UT Professor of Musicology co-edits book on medieval French gender and voice
KNOXVILLE, Tenn. – A new book co-edited by School of Music Professor of Musicology Rachel May Golden analyzes gender and voice in medieval French literature and song. It’s a project that merges a variety of different perspectives from a wide range of disciplines – one that Golden believes will aid in granting a fuller understanding of the period.
“Sometimes medieval times are viewed in a negative way like that it was a dark age, or that all knowledge and learning was lost, or that it was exclusively filled with war and hardship and disease and those sorts of things,” she said. “In some ways, medieval people were not so different from us. We’re a society that’s been heavily affected recently by disease and wars, and we’re a society that struggles with inequities. There’s truth to those things affecting the human condition a lot more broadly than in just one era.”
The book, titled Gender and Voice in Medieval French Literature and Song, is composed of essays that offer analyses of medieval French writings and song from a variety of perspectives, including literary, historical, and musical, to better understand the history of women’s voices in the time period. The work grew out of a series of sessions on the topic at the long-running International Congress on Medieval Studies. Katherine Kong, an independent scholar and previously associate professor of French at the University of Tennessee, co-led these conference sessions with Golden, and co-edited the book along with Golden as well.
Golden’s interest in France originally was piqued, she says, by accident. She discovered a couple of Christmas albums in graduate school that featured Latin religious repertoires of southern France and were some of the first polyphonic music written in western Europe. She was drawn to the history of that development, as well as how overlooked it was at the time – while students frequently first learn about the polyphony of northern France at Notre Dame in studying the form, these pieces of southern France preceded those – in some cases by as much as 100 years.
“I started working on them and thinking about them because they’re a bit less set. They don’t necessarily notate rhythm between parts, so they have a much more improvisatory feeling than the later Notre Dame pieces, which tend to be very structured,” she said. “This makes them a bit more challenging to perform, to figure out how the two voices might fit together, and what kind of dissonances might be part of the practice of the time.”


WHAT IS EXPECTED:
Your task is to copy the stretch of lines in the records below that begins with the line containing "You are a GUI" and ends with the line containing "Task: Click on", exactly as written, with nothing added.

DATASET RECORDS:
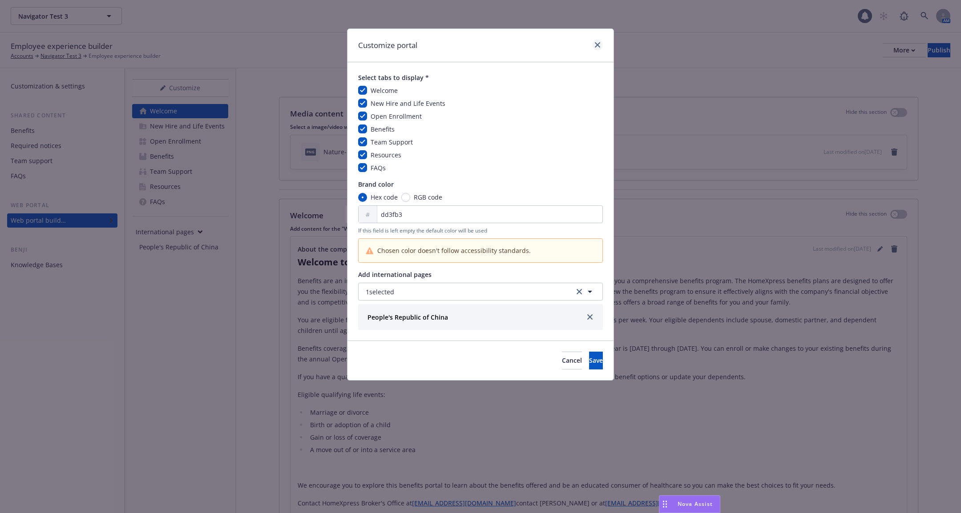  Describe the element at coordinates (386, 155) in the screenshot. I see `span: Resources` at that location.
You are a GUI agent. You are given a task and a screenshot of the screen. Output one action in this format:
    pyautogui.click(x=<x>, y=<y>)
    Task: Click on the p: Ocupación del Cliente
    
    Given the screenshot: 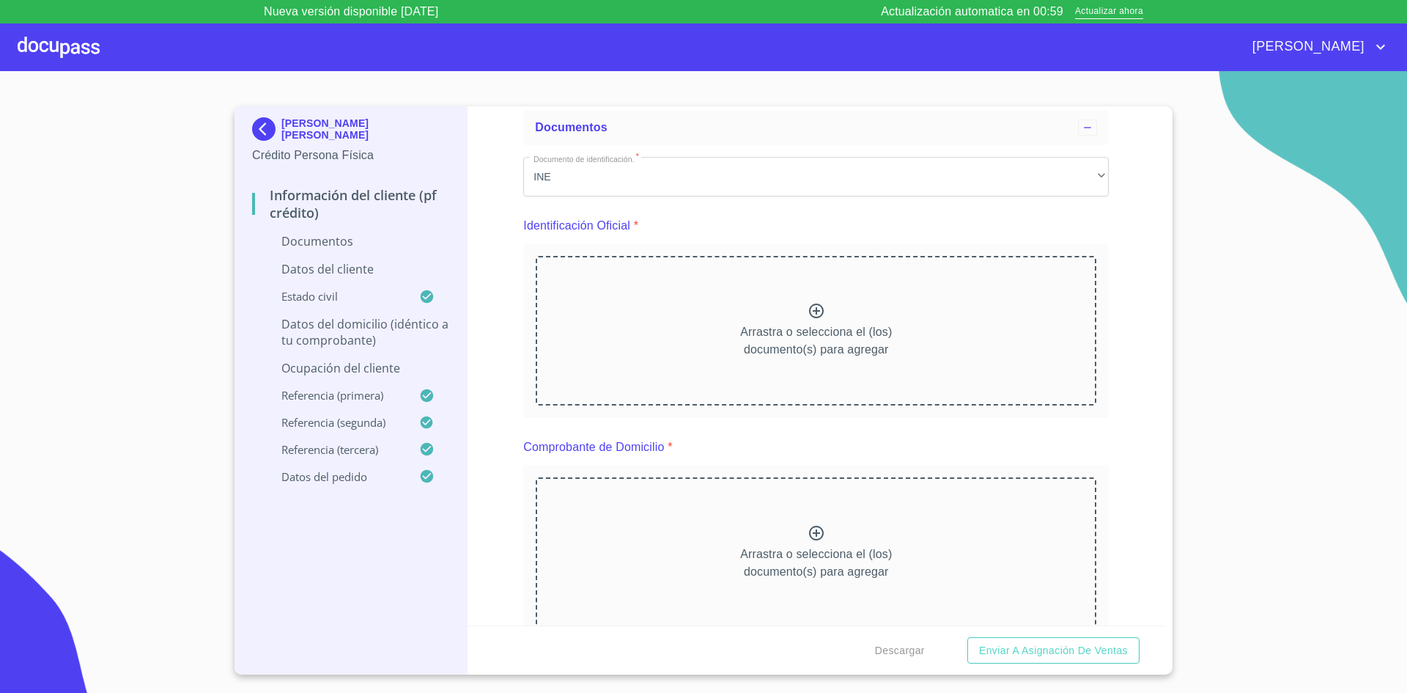 What is the action you would take?
    pyautogui.click(x=350, y=368)
    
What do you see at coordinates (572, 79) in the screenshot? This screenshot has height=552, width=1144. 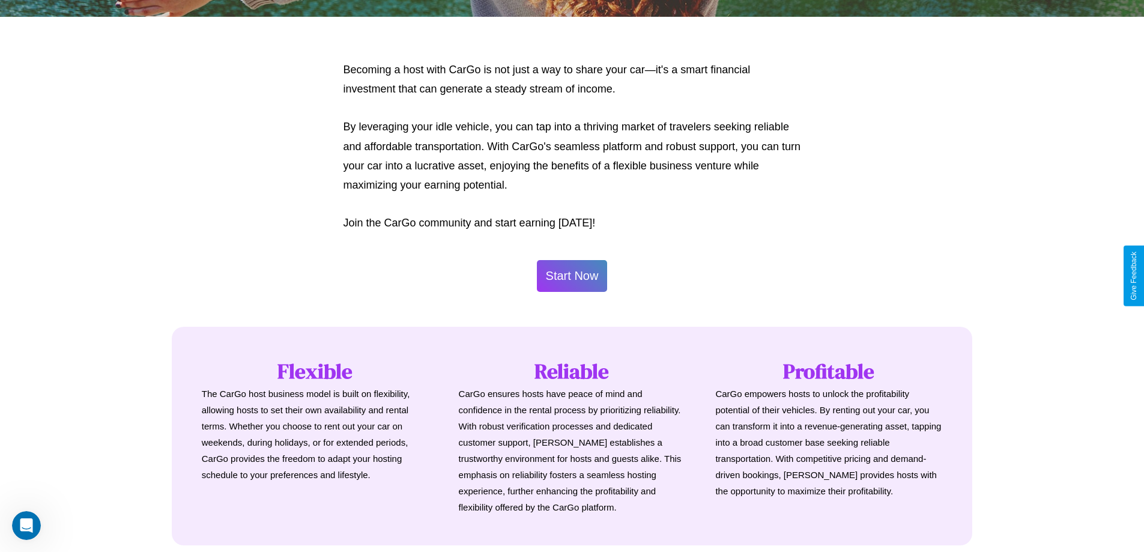 I see `p: Becoming a host with CarGo is not just a way to share your car—it's a smart financial investment ...` at bounding box center [572, 79].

OUTPUT FOR THIS TASK:
You are a GUI agent. You are given a task and a screenshot of the screen. Output one action in this format:
    pyautogui.click(x=<x>, y=<y>)
    Task: Click on the p: Ocupación del Cliente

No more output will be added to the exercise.